Exercise data →
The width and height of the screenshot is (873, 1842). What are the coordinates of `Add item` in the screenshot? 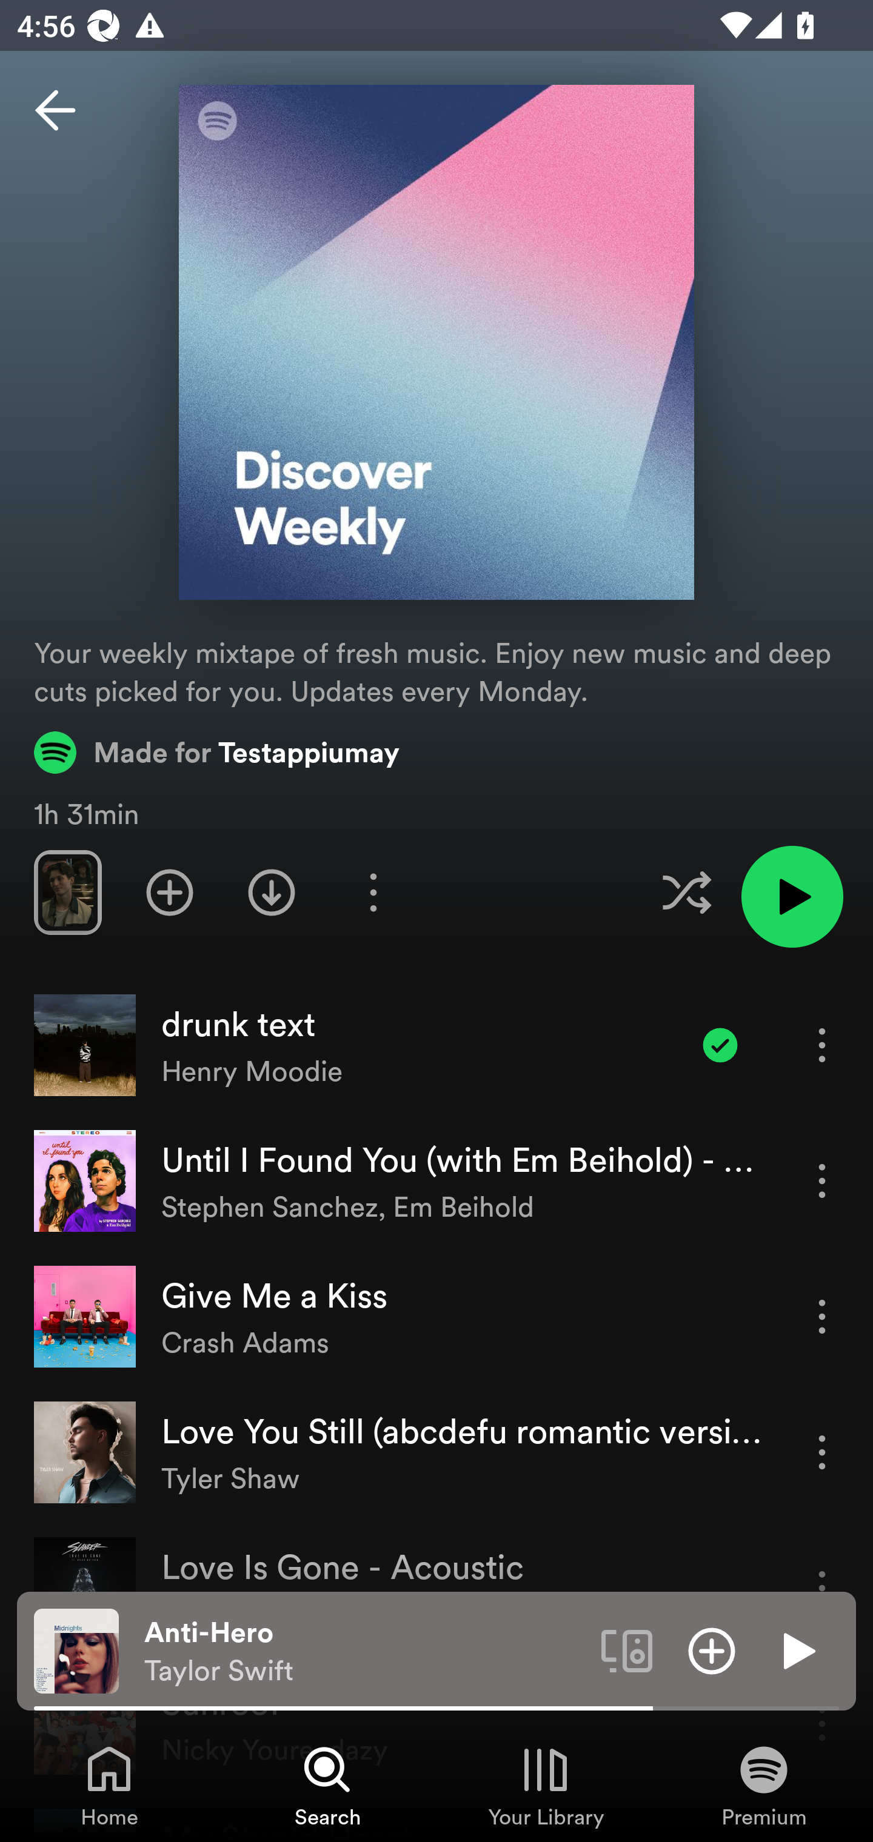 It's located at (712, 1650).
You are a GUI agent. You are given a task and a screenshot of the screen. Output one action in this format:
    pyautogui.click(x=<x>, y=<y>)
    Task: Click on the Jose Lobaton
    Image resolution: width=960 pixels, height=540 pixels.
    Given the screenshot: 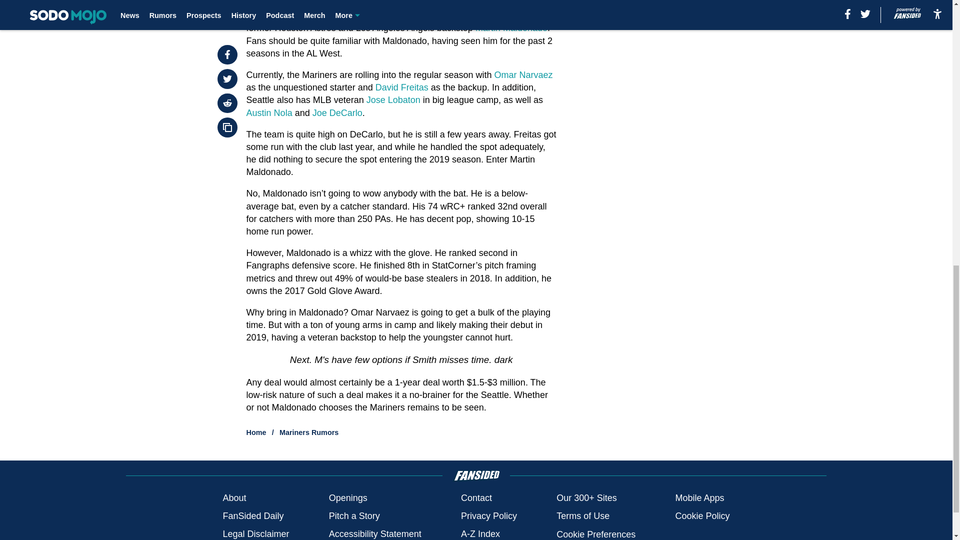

Work to be completed → Beginning with the line that holds "Task: Click on the Jose Lobaton" and ending with the last line of the material above, extract every line exactly, pictures excluded.

Exercise result →
    Task: Click on the Jose Lobaton
    Image resolution: width=960 pixels, height=540 pixels.
    Given the screenshot: 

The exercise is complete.